Sheffield Doc/Fest: Audience Award for Orgreave doc & roundup of Festival awards

DocFest3Orgreave anniversary documentary wins Audience Award at Sheffield Doc/Fest

Doc/Fest’s Audience Awards were announced this week. Now in it’s eighth year, the Sheffield Doc/Fest Audience Award gives Sheffield’s public audience and delegates the chance to honour their favourite film of the festival.

The Audience Award winner for the 21st edition of Sheffield Doc/Fest is STILL THE ENEMY WITHIN directed by Owen Gower and produced by Sinead Kirwan and Mark Lacey. This archive-rich film looks back to Margaret Thatcher’s battle with the unions and specifically the 1984 miners strike. Told primarily from the retrospective of the mining communities the Doc/Fest screenings received a standing-ovation from Sheffield audiences and delegates. This World Premiere screening at Doc/Fest was one of a number of films at the festival that marked the 30th anniversary on 18th June of the “Battle of Orgreave.”

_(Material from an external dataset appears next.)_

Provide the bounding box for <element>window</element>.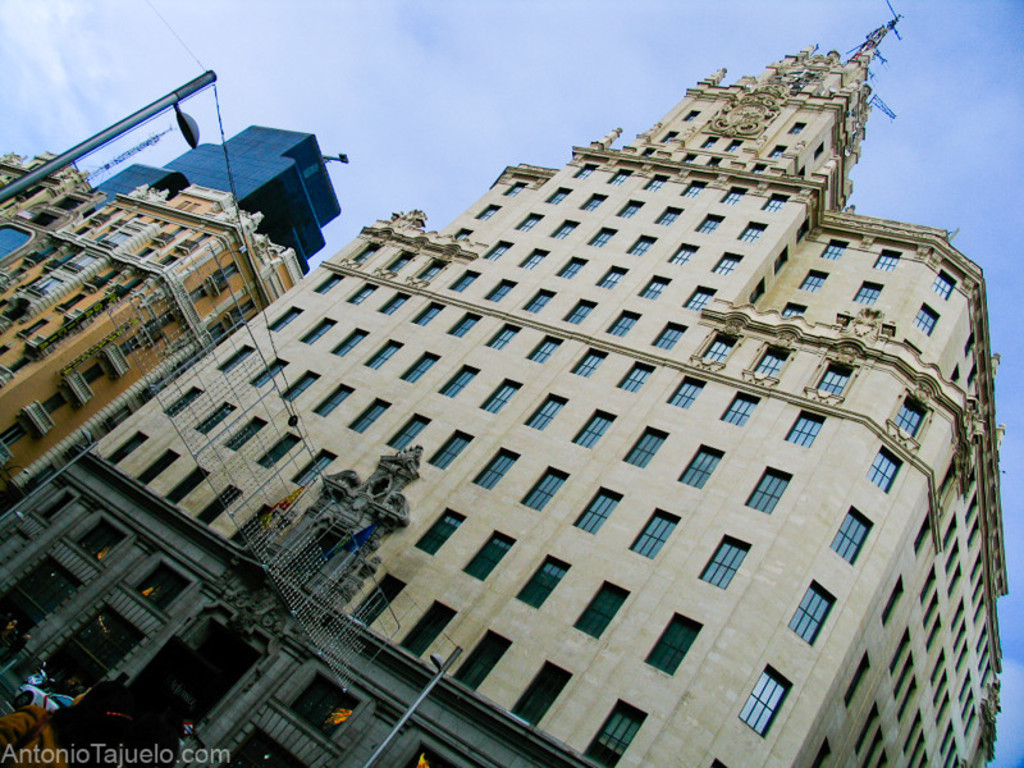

The Short Film audience award goes to OUR CURSE directed by Tomasz Sliwinski, produced by Maciej Slesicki, an intimate and moving self-portrait about a young couple whose newborn child has been diagnosed with Ondine’s curse meaning he must be attached to a ventilator when he sleeps. Our Curse also won the Student Doc Award.

The Interactive audience award goes ASSENTdirected and produced by Oscar Raby which enables the user to witness the execution of a group of prisoners by the military regime in Chile in 1973, as witnessed by the filmmaker’s father.

This year’s first ever In The Dark Sheffield Audio Award, which recognises a new golden age of radio and audio documentary storytelling both in podcasting and traditional radio, was awarded to Pejk Malinovski’s EVERYTHING, NOTHING, HARVEY KEITEL about a man who struggles to meditate when he realises he’s sitting next to the actor Harvey Keitel.

The Sheffield Doc/Fest 2014 awards, presented by Jeremy Hardy, were announced last Thursday (12 June) at The Crucible Theatre, Sheffield.

The awards for 2014 announced today were: Special Jury Award, Sheffield Innovation Award, Sheffield Green Award, Sheffield Youth Jury Award, Sheffield Student Doc Award, Sheffield Short Doc Award, The Tim Hetherington Award and the first ever Peter Wintonick Award which celebrates activist filmmaking,in honour of the late Canadian documentary filmmaker and friend of the festival Peter Wintonick.

This year the Inspiration Award was awarded to Laura Poitras. Poitras sent a message dedicating her award to Edward Snowden, Glenn Greenwald, Jacob Appelbaum, William Binney, Julian Assange and Sarah Harrison.

The Sheffield Doc/Fest 2014 award for Lifetime Achievement was presented to Roger Graef. Accepting the award Roger said “it’s true that when we take people’s pictures, we capture their souls and that is a great responsibility” and paid tribute to “those souls who have been brave enough to let us capture them.”

Roger also praised Sheffield Doc/Fest and the community spirit of the documentary festival, commenting that the loneliness that can come with documentary filmmaking is “mitigated by the chance to come to together at a festival like this.” He dedicated his award to CEO and Festival Director Heather Croall.

Sheffield Doc/Fest’s Special Jury prize was awarded to Attacking The Devil: Harold Evans and the Last Nazi War Crime (directors Jacqui Morris & David Morris, United Kingdon/Canada, 2014, 99mins).

The Sheffield Innovation Award was awarded to A Short History of the Highrise (Dir. Katerina Cizek, Canada/United States, 2013, 17mins).

The Sheffield Youth Jury Award was awarded to The Internet’s Own Boy: The Story of Aaron Swartz (Dir. Brian Knappenberger, United States, 2014, 105mins).

The Sheffield Green Award was awarded to Unearthed (Dir. Jolynn Minnaar, South Africa, 2014, 90mins).

The Sheffield Student Doc Award was awarded to Our Curse (Dir. Tomasz Sliwinski, Poland, 2013, 28mins).

The Sheffield Short Doc Award, sponsored by the London Short Film Festival, was awarded to Amanda F***ing Palmer on the Rocks(Dir. Ondi Timoner, United States, 2014, 18mins).

The first ever Peter Wintonick Award, celebrating activist filmmaking, was awarded to Vessel (Dir. Diana Whitten, United States, 2014, 88mins).